Years served at Mercy Medical Center in Baltimore by Religious Sister of Mercy Joan Donahue, a Philadelphia native who began ministering at the hospital in 2007.
In addition to her service at Mercy, Sister Joan ministered as a teacher and principal for more than 40 years; after that she served as a pastoral associate throughout the U.S., including in Baltimore, at the Shrine of the Sacred Heart in Mount Washington and St. Ambrose Parish in Park Heights. She also ministered in Europe and Mexico.
At Mercy, Sister Joan served as concierge for the Weinberg Center of Women’s Health and Medicine.

“Each day I encounter many women who beautifully embrace the serious illnesses afflicting them,” she said. “Here at Mercy, I have come full circle. The journey has been most exciting, extremely challenging, spiritually challenging and all too brief.”

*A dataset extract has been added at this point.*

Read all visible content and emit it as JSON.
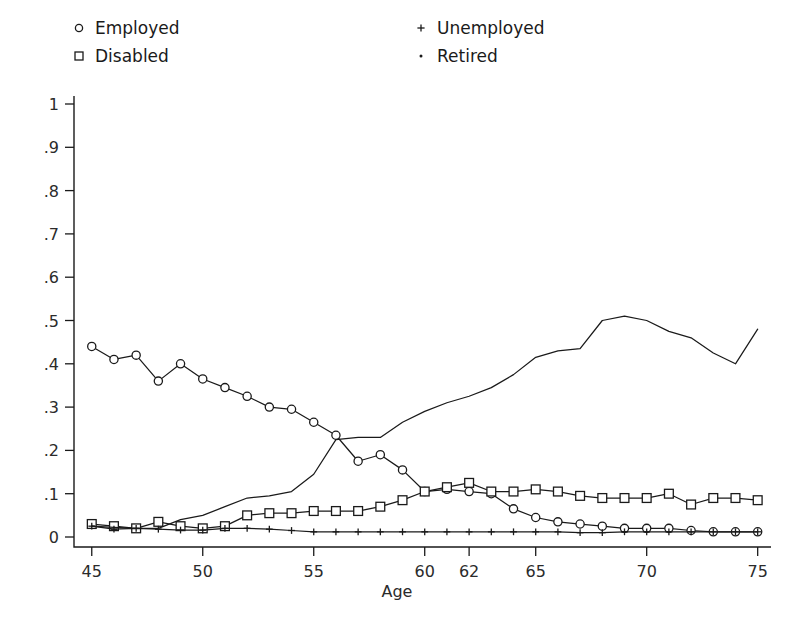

Sister Joan will return to her native Philadelphia to pursue her long-held desire of ministering to veterans.
 


2

Saints celebrated by second graders at Trinity School in Ellicott City Dec. 16. Girls dressed up as St. Lucy, a martyr under the Roman emperor Diocletian, and boys dressed up as St. Juan Diego, who received the apparition of Our Lady of Guadalupe in Mexico in 1531. St. Lucy’s and St. Juan Diego’s feast days were Dec. 13 and Dec. 9, respectively, and Dec. 12 was the feast of Our Lady of Guadalupe.

Girls wore candle wreaths and boys tilmas covered with roses, and each child spoke to the assembly of second-grade parents and friends about St. Lucy and St. Juan Diego.